NEWS

Greece completes anti-migrant fence at Turkish border

Greece has completed a 10.5 km fence at its border with Turkey to prevent a wave of unregistered immigrants from flowing into the country, according to reports.

Construction of the 4-meter-tall, barbed-wire fence lasted almost year. Works cost more than 3 million euros, reports said.

Most of Greece’s 125-mile border with Turkey, a very popular entry point among Europe-bound immigrants, runs along the Evros River. Stretching from Kastanies to the village of Nea Vyssa, near the northeastern town of Orestiada, the wall is designed to block a short stretch of dry land between the two states.

About 100,000 immigrants were arrested while attempting to cross the border between the two countries in 2011.
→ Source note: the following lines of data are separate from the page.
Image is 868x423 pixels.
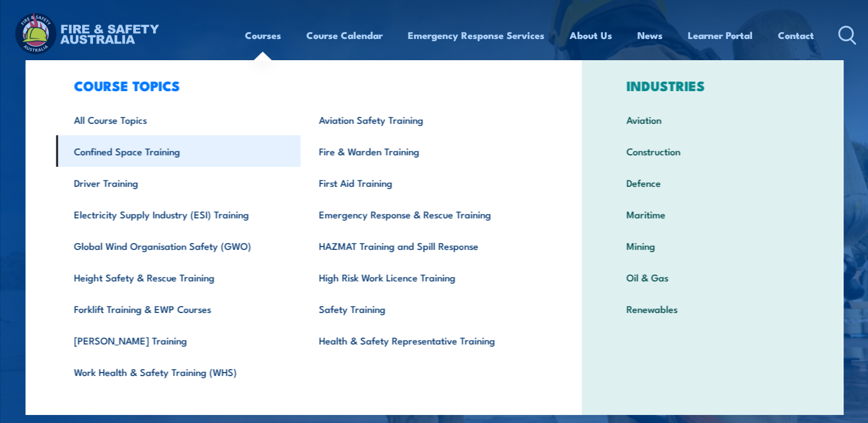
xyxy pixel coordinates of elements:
[55,104,300,135] a: All Course Topics
[608,230,816,262] a: Mining
[300,325,545,357] a: Health & Safety Representative Training
[55,135,300,167] a: Confined Space Training
[55,262,300,293] a: Height Safety & Rescue Training
[55,357,300,387] a: Work Health & Safety Training (WHS)
[300,198,545,230] a: Emergency Response & Rescue Training
[608,293,816,325] a: Renewables
[306,20,383,51] a: Course Calendar
[637,20,662,51] a: News
[608,77,816,93] h3: INDUSTRIES
[688,20,753,51] a: Learner Portal
[300,293,545,325] a: Safety Training
[608,104,816,135] a: Aviation
[608,198,816,230] a: Maritime
[300,262,545,293] a: High Risk Work Licence Training
[55,198,300,230] a: Electricity Supply Industry (ESI) Training
[245,20,281,51] a: Courses
[300,230,545,262] a: HAZMAT Training and Spill Response
[608,262,816,293] a: Oil & Gas
[569,20,612,51] a: About Us
[55,293,300,325] a: Forklift Training & EWP Courses
[778,20,813,51] a: Contact
[300,167,545,198] a: First Aid Training
[55,230,300,262] a: Global Wind Organisation Safety (GWO)
[300,135,545,167] a: Fire & Warden Training
[55,325,300,357] a: [PERSON_NAME] Training
[608,167,816,198] a: Defence
[300,104,545,135] a: Aviation Safety Training
[408,20,544,51] a: Emergency Response Services
[608,135,816,167] a: Construction
[55,77,545,93] h3: COURSE TOPICS
[55,167,300,198] a: Driver Training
Earlier this month, border guards told Kathimerini newspaper that the project has already had a huge impact on the influx via the land border with illegal arrivals down by 95 percent.

However, the sharp drop in undocumented immigrants entering Greece through Evros has been accompanied by a renewal in the illegal influx via the islands of the Aegean Sea.

From the beginning of the year until the end of July, police and coast guard officers on the Aegean islands detained 102 undocumented migrants while more than 10 times that number – 1,536 – were intercepted over the following three months.